GCSE A-Level Key Stage 3 Composition

Composing at Home 2

A Composition is often discovered through the collection of small ideas. Composing at Home is all about collecting, creating, discovering and recording little ideas. This blog will focus on just that and will pick up on some of the things we discussed in Composing at Home 1.

I want all of these Composing at Home posts to be possible without technology, internet or in this case, instruments. But I am also aware that at times we may need some technology.

Discovery

We are surrounded by sounds. We are also surrounded by things that make sounds. You might be lucky enough to have an instrument at home, or a piano, drum kit, guitar etc. But you may also not have any instruments at home – there are still things that make sounds.

In this blog we are going to consider the idea of discovering & gathering sounds. I believe that like an artist sketches ideas in a sketchbook, musicians need to gather sounds like audio sketches.

Musique Concrète

I don’t want to spend too much time going through this, but I think its useful concept and genre of music to be aware of. We are looking at ways in which we can create a explore music at home. It is all about the process of composition and what we can learn from it about sound and music. I urge you to research this area further as it will open your eyes to another form of music making and for those studying Petals by Saariaho it may be a useful source for Wider Listening.

Musique Concrète relies on recorded sounds as raw material. These sounds can come from musical instruments, the voice, the environment or any other generated sounds. Compositions that fully the conventions of Musique Concrete don’t rely on the standard rules for melody, Harmony, Rhythm, Metre & Tonality. It is all about realising new sound identities – it is creative, exploratory and entirely possible at home.

Recording at Home

Whilst I am trying to avoid using too much technology, for this Composing at Home task you are going to need something to record onto. I am sure that you will have a phone available to you that you can use to capture ideas. Please do grab something that you can use to record.

Now we are going to start to gather ideas in the style of Musique Concrète. I want you to become aware of the sounds in your house, or the sounds you can hear outside. What discoveries can you make and what sounds might you be able to generate. Start to gather this sounds as audio recordings. Feel free to use instruments, but think outside the box. Sounds could be made that are unconventional – think about John Cage and his Prepared Piano works.

How is this Composing!

hopefully you have now started to gather some sounds as recordings in a phone or recording device. I know what you are thinking, how is this composing. This approach is very different to composing in school music rooms. Where is the manuscript paper, the DAW or the chord progression. Lets unpack this thought a little further and think about what we are doing:

  • Selecting sounds is hugely important for composition – it raises awareness of the soundscape and we can apply this to our choice of instrumentation.
  • Listening to the sounds around us is important for our aural awareness and gets us thinking about what makes something music.
  • The art of gathering ideas is good for the modern music student who all too often relies of computer generated “out of the box” ideas.

What next?

You have now collected sounds and thoughts about what you could do with them. There are now a number of things that you could do. But I want to stress again that just going through this process is a useful compositional task. It does’t matter if you just enjoy the process and learn from it. Composition is as much about thinking through a composting as it is actually making a piece of music.

Using our ideas

But there are some ways that we can take our ideas forward

  1. Create some kind of Graphic Score or plan for a potential piece of music involving the sounds you have gathered.How could each sound could be used, re-used, altered and developed? What is going to be needed in order to create a piece?
  2. Use Audacity, GarageBand, Logic, Cubase or any DAW, to import your sounds and start playing around with them. Obviously you may not have this software available to you, but I do know that a number of things are available on an iPhone, so I am sure you can lay your hands on something. Use your plan and start plotting out a piece of music
  3. If you do have access to a DAW then start to explore how music technology can be used to manipulate sounds. I won’t give an extensive overview, but the various ways in which sounds can be altered with Delay, Reverb, Filtering, Stretching etc. There is a huge amount you can do in Audacity which is an entirely FREE app to download to your computer.
  4. Another extension to this is that you use the sounds you have gathered to create a backing for another piece of music. Imagine using the sounds around your house to create a drum beat for example. This beat could then be used as the basis for another composition.
  5. If you need inspiration then why not make your piece representative of the abstract painting used on this blog post. Get your mind thinking about what music sounds like and what it might be able to represent.

Process Makes Perfect

I fear that we often forget the process. Sometimes we dive into music making, composing, playing & learning without always thinking about the process. Composition is all about process and it isn’t just about ticking boxes. Following this process will get you thinking about the very fabric of sounds and how they can be used and manipulated. Even if these sounds never get used and they are merely ideas in your mind, you will have learnt something. Like the artist who briefly skethces something in a sketchbook that is never used again – everything is teaching us something.

So go and discover sounds, you don’t need an instrument or anything really. You just need a brain that is switched on to the idea that as we gather sounds, and silences, we start to explore what music is really all about.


**Task requirements**
Wherever the word "pixels" occurs in the listing below, copy that whole line.

**Dataset records**
++++++++++

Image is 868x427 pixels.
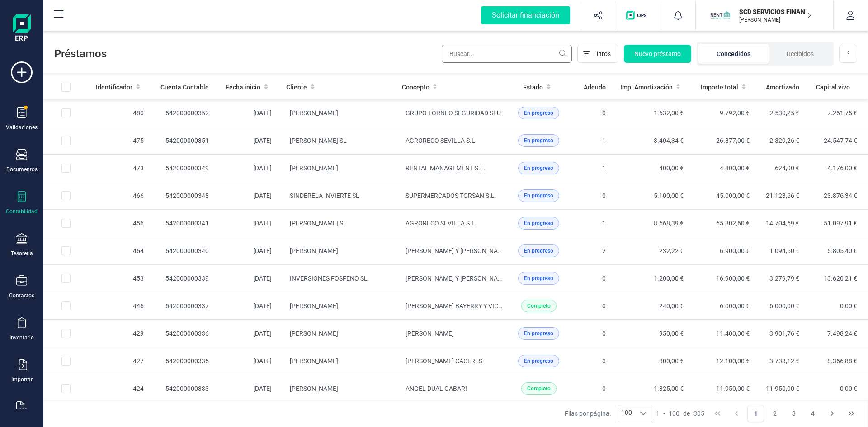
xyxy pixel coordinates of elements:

++++++++++

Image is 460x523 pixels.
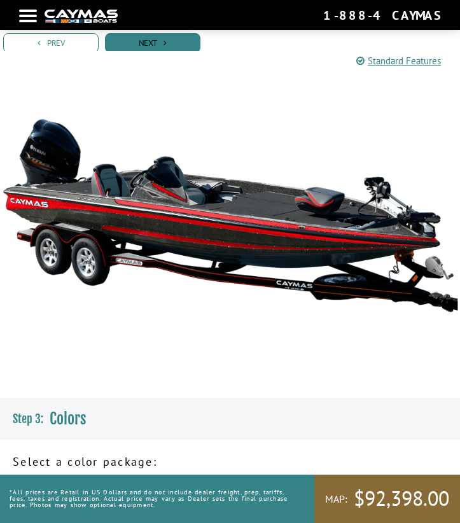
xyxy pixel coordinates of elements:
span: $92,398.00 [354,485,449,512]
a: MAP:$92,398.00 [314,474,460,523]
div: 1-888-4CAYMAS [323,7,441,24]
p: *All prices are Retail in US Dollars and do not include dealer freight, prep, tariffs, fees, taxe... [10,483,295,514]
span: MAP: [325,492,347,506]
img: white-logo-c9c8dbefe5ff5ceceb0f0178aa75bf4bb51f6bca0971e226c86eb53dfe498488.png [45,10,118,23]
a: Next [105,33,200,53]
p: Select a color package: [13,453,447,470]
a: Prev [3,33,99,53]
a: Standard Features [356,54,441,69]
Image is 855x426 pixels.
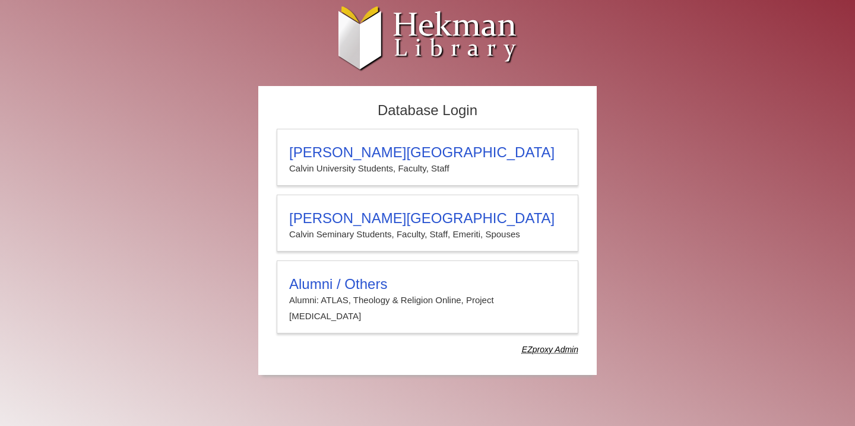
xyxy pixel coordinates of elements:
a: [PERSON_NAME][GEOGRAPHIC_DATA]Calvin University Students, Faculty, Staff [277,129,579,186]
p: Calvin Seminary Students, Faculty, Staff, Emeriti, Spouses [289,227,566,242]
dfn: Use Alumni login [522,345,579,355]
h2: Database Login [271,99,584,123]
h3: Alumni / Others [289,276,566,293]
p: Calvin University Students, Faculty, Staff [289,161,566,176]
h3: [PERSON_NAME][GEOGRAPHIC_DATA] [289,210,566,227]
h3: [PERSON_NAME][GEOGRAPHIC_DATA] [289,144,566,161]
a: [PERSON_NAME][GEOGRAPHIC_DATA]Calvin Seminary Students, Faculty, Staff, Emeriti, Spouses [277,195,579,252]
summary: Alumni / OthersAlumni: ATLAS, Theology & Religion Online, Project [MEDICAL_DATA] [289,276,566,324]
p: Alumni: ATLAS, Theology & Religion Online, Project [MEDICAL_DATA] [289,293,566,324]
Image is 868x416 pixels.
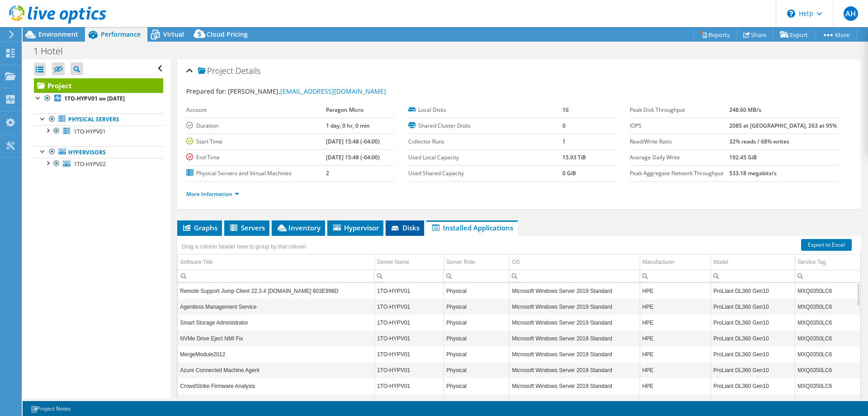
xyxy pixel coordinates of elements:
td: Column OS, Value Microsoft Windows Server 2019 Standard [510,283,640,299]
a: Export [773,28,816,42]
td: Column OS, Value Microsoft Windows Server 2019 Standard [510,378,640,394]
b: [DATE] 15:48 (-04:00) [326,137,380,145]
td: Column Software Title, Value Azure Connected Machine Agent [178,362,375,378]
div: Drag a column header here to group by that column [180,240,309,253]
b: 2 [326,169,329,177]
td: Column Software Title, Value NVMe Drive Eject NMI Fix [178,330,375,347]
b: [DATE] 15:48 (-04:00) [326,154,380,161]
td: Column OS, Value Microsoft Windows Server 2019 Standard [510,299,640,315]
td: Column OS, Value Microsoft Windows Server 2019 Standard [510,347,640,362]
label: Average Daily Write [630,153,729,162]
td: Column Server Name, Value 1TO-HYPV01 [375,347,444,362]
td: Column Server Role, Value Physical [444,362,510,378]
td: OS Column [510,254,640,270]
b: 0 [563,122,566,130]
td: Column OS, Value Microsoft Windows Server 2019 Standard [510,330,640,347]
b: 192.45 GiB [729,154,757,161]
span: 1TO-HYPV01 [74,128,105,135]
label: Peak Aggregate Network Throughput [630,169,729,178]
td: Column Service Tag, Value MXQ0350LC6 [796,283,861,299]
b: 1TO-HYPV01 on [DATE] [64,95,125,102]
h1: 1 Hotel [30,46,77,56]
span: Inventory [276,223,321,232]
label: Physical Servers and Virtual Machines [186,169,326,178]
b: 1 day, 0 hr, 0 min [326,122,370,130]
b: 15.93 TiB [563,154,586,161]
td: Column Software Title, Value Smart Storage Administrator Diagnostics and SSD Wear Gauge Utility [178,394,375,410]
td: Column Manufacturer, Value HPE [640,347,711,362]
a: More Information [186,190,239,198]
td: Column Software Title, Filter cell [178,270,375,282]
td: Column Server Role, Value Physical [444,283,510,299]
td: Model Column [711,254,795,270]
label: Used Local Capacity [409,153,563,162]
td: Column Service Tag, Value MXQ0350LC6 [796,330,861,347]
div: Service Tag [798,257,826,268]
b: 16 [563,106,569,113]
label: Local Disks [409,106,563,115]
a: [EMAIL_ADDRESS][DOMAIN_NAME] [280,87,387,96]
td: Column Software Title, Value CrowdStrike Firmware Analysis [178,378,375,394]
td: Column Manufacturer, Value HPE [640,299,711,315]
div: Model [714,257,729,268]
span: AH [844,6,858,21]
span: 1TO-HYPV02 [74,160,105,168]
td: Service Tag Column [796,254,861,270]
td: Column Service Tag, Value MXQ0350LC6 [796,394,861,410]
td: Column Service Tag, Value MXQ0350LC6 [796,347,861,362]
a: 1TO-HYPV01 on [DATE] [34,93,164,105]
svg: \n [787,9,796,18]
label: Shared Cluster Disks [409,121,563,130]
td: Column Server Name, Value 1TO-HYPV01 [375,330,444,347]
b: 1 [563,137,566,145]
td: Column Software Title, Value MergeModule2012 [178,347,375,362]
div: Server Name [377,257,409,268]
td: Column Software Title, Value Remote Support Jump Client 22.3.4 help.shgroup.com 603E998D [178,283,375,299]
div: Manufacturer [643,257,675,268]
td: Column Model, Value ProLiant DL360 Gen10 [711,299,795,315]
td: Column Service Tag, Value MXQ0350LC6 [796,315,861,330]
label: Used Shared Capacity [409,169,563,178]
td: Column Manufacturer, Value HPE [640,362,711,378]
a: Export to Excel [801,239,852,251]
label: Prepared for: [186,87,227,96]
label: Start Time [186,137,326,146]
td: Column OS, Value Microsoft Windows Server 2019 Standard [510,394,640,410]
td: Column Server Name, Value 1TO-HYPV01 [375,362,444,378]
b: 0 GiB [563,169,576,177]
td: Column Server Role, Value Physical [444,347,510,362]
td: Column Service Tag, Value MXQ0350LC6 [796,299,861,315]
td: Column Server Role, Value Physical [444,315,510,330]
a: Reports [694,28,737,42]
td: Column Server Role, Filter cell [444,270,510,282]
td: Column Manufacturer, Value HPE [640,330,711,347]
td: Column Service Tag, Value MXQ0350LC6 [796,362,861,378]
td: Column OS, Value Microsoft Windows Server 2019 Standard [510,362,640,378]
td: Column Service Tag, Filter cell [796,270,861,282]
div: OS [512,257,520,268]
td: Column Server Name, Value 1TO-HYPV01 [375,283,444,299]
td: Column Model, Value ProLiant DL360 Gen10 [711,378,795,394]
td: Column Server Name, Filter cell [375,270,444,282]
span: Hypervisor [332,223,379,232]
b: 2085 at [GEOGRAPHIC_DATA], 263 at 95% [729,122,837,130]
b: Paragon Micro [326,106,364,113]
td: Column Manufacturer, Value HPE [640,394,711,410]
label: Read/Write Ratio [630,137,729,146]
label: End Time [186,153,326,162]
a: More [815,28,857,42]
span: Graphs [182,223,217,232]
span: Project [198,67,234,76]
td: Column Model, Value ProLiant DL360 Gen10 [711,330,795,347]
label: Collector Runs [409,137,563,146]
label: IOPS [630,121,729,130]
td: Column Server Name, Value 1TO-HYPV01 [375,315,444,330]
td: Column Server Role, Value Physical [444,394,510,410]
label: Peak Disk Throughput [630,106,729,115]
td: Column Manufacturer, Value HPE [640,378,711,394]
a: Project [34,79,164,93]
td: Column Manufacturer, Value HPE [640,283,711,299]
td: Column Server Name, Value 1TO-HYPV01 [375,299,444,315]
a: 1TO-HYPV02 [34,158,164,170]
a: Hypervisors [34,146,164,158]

++++++++++

**Exercise solution**
Image is 868x427 pixels.
Image is 460x523 pixels.
Image is 855x426 pixels.
Image is 868x416 pixels.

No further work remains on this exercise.